Rain slashes against the wind shield; sludgy ugly rain from a dense and foreboding sky. The road markings, (how few there even are!) dissolved hours ago. All that remains is a thick black tarmac road; terrifyingly, unremittingly black. It is the black of vast distant galaxies; the black of dancing spirits; the black of deepest darkest Norfolk on a December evening. He can no longer tell where the road ends and the hard trees and treacherous banks begin. He is no longer driving the car, the car is driving him.


He passed his driving test more than two years ago but this is the first time he has driven without the aid of an instructor. He felt confident earlier, powerful even, controlling with the flick of his fingers this majestic mechanical being, but that is a distant memory now. Now, he just wants to get home safely.


They hurtle on through Norfolk, careering absurdly out of control. All he loves is in this car: himself, his wife, two young cats newly collected from a small out-of-the-way farm on the Norfolk/Suffolk border. His first ever pets. That is why they are here. That is why they rented the car in the first place. This is all a crazy expedition they are not equipped for, to collect a pair of cats; to make their new home seem less empty. How strange that two living beings can simply be picked up, like a can of beans from a Supermarket shelf. Shouldn't there be tests? forms? gargantuan fees to pay? Perhaps it is true: the best things in life are free...


Like life.


They set off in daylight, just, but already the rain was falling steadily, and soon the fading light had been replaced with this inky dark. They made sure to get an AA Routefinder map before they left, but this three dimensional blackness is nothing like that white printout with straight lines criss-crossing the green landscape. This winding, ululating three dimensional road, framed within trees is all that remains of what he used to know as Norfolk. There are just the four of them, this car, and this endless road. They got lost on the way, mobile phone batteries died when they phoned the farm for directions. Stumbling blind down a country lane he almost fell in a duckpond. But they finally arrived in one piece, blinking against the light of a warm farmhouse cottage. There in a cage in the corner, two scared cats cowered from the visitors. But soon they were loaded into carriers, placed on the back seat of that humming, grumbling beast, and making their way to another new home.

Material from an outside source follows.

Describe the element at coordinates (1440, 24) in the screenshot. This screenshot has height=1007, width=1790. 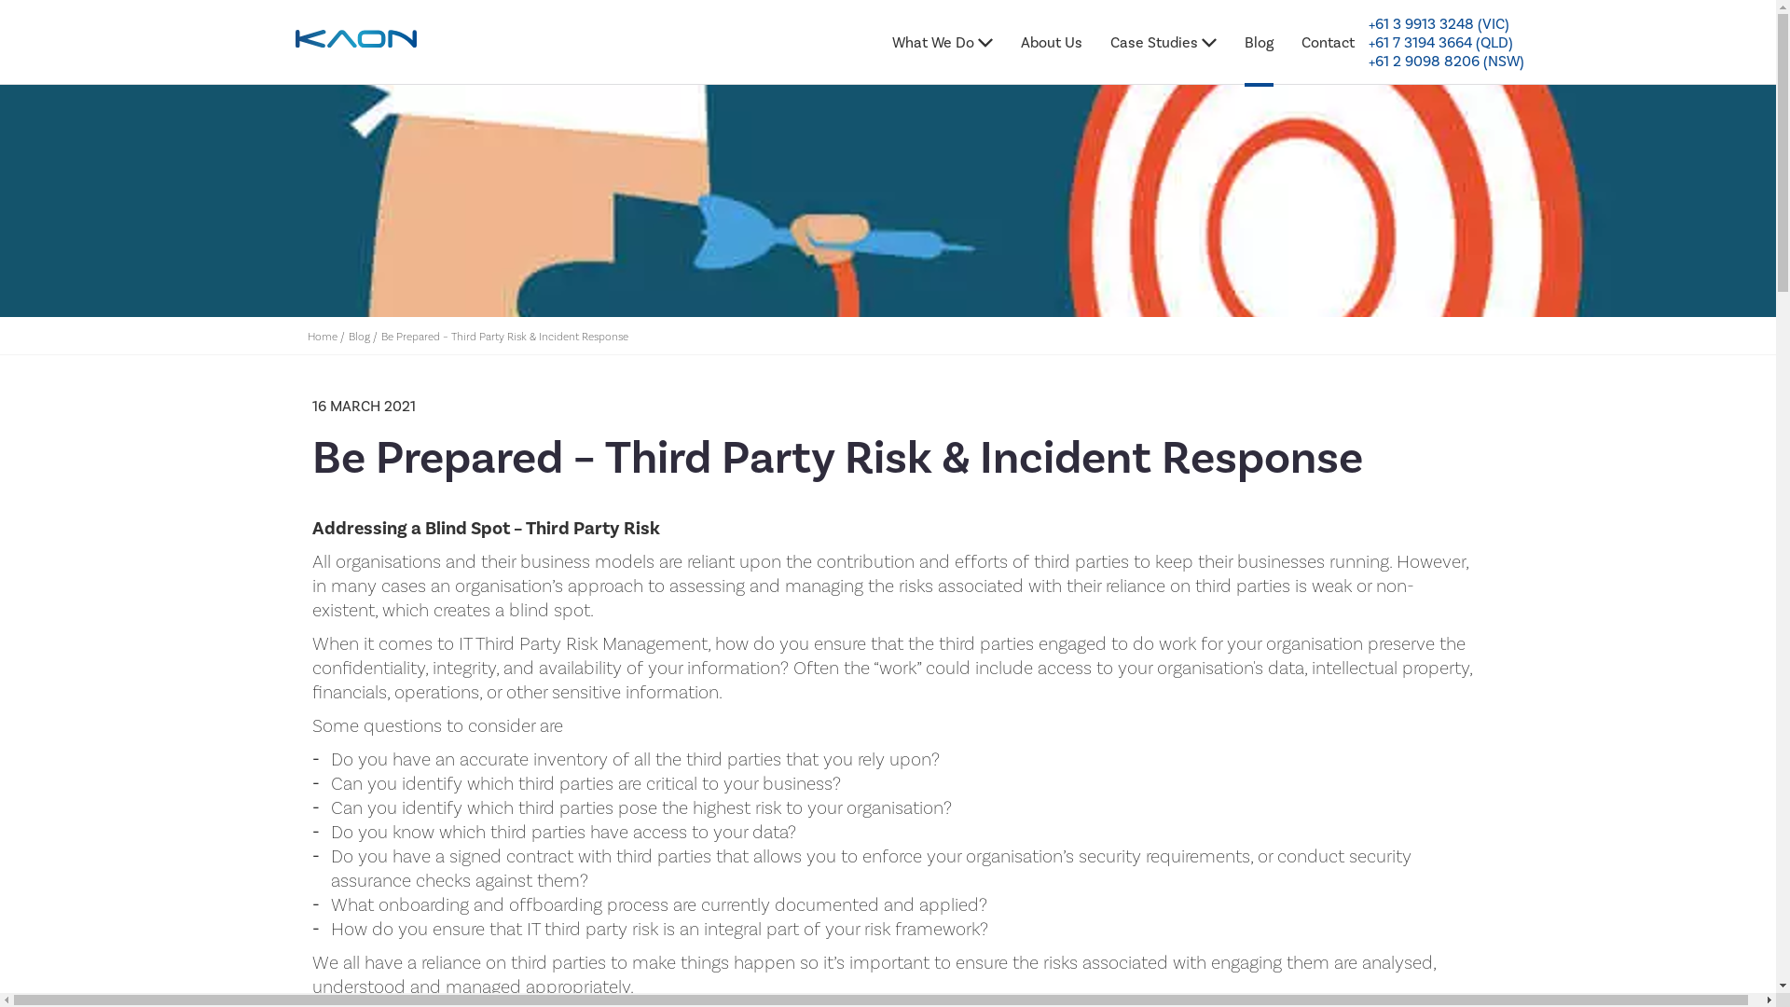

The car is hot, air thick with scared cat diarrhoea and scared human sweat. He has a pounding headache, he cannot breathe. They will not open roll down the windows and let the cold winter sleet in, will not do anything to further discomfort their new housemates. A tiny, pathetic, meow fills the air with mournful foreboding. The car could be tumbling steadily towards a cliff and he would have no idea, not until that plummeting lunge. And perhaps not even then.


He squints his eyes tight, trying to fix the flowing colours (red for the break lights of the car in front, black for everything else) and convince himself that they are indeed still on the road, that these are not all the last flashes of thought in a brain mortally wounded on impact with a reinforced glass wind-shield.


In a nightmarish night populated with a thousand shades if blackness, the most amazing thing, he reflects months later, is that they ever made it home safely, to start a new life together.